Fleet's attempt at self-sacrifice is a kind of betrayal of Clara's trust, but when he echoes her celebration of their teamwork in a more somber tone, I think it suggests that he understands the weight of that betrayal.
If Fleet's plan is that Clara won't realise he's gone until it's already too late, then he thinks "Teamwork, Clara" will be the last words he'll ever speak to her. In what he imagines will be their final conversation, Fleet affirms Clara's understanding of them as a team who work well together, even as he is making a choice that rejects the possibility of their teamwork in this scenario. It's a recognition of what their dynamic has meant. It's a goodbye and an apology, even if Clara doesn't understand it as such at first.
I don't think Fleet sounds scared as he initially faces down the train. When he shouts "Yeah, this way, you stupid machine! Come on then!", he sounds defiant and grimly determined.
In fact, I don't think he sounds afraid until Clara appears, until she might be at risk of being in the path of the Beast or the train as well. It's when he shouts "Clara, stay back for God's sake!" and "Please, get back!" that there's real fear and desperation in his voice. He can confront the idea of giving his own life, but not the idea that doing so might put Clara in danger.
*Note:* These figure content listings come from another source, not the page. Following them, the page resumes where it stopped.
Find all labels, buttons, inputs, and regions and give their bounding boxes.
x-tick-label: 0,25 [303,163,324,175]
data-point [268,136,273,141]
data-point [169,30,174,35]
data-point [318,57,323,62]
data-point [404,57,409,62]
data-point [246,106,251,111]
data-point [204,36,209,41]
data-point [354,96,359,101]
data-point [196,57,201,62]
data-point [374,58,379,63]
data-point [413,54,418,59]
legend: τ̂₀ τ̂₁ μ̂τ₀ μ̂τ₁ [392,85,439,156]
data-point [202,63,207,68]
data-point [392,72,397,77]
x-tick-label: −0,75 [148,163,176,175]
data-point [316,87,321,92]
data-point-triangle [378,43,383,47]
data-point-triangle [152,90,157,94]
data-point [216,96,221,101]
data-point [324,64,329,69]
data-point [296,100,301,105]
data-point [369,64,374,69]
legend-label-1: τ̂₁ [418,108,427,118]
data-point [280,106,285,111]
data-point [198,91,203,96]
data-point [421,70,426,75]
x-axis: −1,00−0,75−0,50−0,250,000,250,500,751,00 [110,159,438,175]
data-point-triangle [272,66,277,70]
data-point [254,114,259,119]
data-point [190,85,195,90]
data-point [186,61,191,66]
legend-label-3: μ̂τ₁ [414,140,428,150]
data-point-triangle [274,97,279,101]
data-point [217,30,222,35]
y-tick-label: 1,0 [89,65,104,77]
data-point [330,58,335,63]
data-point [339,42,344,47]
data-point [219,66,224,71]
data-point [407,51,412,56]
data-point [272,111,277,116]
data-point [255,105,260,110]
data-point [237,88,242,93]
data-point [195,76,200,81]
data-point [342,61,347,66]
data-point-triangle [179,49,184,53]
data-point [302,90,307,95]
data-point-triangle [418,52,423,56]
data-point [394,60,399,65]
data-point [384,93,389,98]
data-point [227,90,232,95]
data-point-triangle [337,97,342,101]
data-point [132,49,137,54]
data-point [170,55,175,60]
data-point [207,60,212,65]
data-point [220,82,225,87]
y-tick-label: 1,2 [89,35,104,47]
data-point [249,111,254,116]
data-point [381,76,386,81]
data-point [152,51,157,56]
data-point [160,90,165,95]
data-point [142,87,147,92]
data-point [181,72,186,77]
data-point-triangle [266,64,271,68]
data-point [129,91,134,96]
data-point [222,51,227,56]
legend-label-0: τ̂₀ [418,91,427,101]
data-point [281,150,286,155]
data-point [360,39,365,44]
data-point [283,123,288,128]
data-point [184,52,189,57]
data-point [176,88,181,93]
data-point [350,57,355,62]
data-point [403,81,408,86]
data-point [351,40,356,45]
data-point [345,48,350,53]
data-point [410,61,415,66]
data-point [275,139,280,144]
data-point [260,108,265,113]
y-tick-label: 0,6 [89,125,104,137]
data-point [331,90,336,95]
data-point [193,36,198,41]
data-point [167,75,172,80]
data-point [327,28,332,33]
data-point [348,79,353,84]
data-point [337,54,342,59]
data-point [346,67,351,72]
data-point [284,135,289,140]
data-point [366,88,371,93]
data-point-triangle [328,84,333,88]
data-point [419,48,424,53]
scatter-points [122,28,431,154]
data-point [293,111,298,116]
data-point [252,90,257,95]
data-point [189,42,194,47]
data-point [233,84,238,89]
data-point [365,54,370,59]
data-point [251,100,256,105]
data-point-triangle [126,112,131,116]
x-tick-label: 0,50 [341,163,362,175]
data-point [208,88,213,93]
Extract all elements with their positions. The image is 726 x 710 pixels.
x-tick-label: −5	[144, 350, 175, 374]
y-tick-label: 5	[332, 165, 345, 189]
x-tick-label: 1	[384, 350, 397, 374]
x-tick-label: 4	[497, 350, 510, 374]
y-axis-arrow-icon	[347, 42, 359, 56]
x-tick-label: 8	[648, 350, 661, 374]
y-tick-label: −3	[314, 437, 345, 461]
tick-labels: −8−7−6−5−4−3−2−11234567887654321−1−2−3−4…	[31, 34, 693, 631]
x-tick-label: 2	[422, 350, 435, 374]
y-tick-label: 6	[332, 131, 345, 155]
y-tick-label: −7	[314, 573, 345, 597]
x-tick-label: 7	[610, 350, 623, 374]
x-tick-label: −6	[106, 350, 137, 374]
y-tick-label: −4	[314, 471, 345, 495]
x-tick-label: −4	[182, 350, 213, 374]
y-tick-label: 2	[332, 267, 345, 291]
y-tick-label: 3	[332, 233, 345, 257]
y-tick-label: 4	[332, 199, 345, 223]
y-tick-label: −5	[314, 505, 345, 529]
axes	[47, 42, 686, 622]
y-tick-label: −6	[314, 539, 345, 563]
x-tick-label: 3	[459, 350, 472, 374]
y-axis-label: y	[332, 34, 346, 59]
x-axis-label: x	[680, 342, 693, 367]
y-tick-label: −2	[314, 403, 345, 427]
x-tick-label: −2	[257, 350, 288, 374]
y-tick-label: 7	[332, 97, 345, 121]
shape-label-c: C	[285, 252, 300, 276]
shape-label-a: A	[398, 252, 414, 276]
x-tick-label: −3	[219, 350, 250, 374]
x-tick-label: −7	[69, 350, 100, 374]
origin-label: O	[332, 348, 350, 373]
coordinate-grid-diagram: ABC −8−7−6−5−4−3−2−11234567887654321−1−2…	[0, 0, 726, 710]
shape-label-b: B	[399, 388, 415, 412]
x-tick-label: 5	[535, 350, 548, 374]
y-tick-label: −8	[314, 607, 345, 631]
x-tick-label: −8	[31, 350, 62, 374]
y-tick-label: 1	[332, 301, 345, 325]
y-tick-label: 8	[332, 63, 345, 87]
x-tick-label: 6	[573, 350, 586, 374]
Another thing about these lines is that the move from 'stay back' to 'get back' suggests that Clara didn't obey his first instruction but got closer to him (and therefore to the path of the Beast and the train) between those two lines.
Then Fleet gives what might be another attempt at his last words: "I'm sorry! I'm sorry." A repeated apology before an attempted self-sacrifice is an implicit acknowledgement of how much losing him would hurt Clara. He regrets causing her pain.
Even so, he's accepted that he is about to die and that it'd be worth it to destroy the Beast. But Clara very much hasn't accepted either those things. She's still trying to yell over the noise of the train; she's pulling off her ring to throw at him.
I think it's a good illustration of how Clara's optimism is a kind of strength. She always believes that they can "make a new plan" and that it'll be one in which no one has to die. I think Archibald Fleet needs someone like that, someone who'll tell him to drop to the ground when his death advances from both sides, someone who - even in a dark tunnel with an murderous metal monster and a speeding train - won't stop shouting that there's hope.